On Friday, July 5, 2019, Joost de Kruijff will defend his PhD thesis “High-tech Low-volume Production Planning”. This thesis has been supervised by prof.dr. A.G. de Kok, dr.ir. C.A.J. Hurkens and dr.ir. N.P. Dellaert. The ceremony will take place in room 0.710 of the Atlas building, Eindhoven University of Technology at 11:00 hrs.
Abstract
Production planning decides on the timing and sizes of production orders while aiming to utilize the available resources and materials efficiently and taking into account current and future customer demand. This thesis focusses on an under-represented application area of the production planning literature: High-tech low-volume industries. Commercial airplanes and photolithographic machines are two examples of items that are produced by at most a few hundred per year. These industries often have long lead times, large bills of materials and complex resource requirements. Models for high-volume production planning, which are common in literature, often do not capture these complexities and output continuous production quantities. In low-volume environments, rounding these continuous production quantities leads to infeasible or far from optimal production plans. Therefore, models should output integer production quantities, which makes the models much harder to solve. This thesis aims to develop models and solution methods for high-tech low-volume production planning, while focusing on three research subjects.

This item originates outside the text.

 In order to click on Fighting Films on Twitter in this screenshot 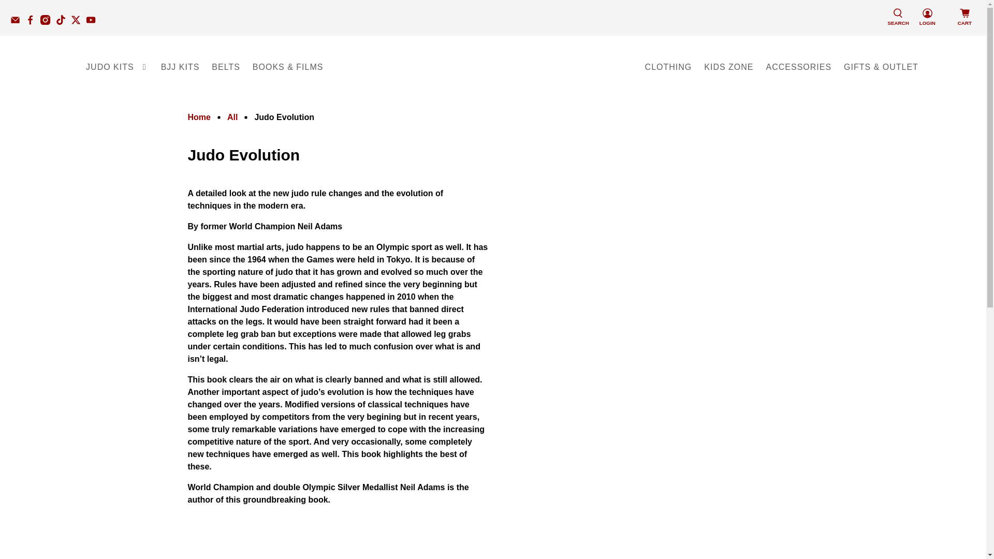, I will do `click(78, 22)`.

The first research subject considers mid-term planning. A mixed integer linear programming model is introduced, which utilizes semi-flexible capacity constraints and allows different production modes to capture the complexities of the high-tech low-volume industries. Benders’ decomposition is applied to get an alternative formulation and a faster solution method. The second research subject investigates the effect of the choice of integer variables on the solvability of low-volume production planning models. The integrality of the inventory variable has a significant impact on the solvability without changing the optimal solution. Furthermore, a preprocessing algorithm is proposed, which sets the integrality of variables based on the LP-relaxation. The third subject considers long-term production planning. A multi-stage stochastic programming model is proposed, which can be used when an uncertain structural demand change is expected. The model decides on production quantities and capacity (dis-)investments. It takes the long lead times of production and capacity (dis-)investments as well as the uncertainty in the demand and the reaction on future demand information, into account. A number of insights are gained by experimenting with a system closely resembling a real-life situation.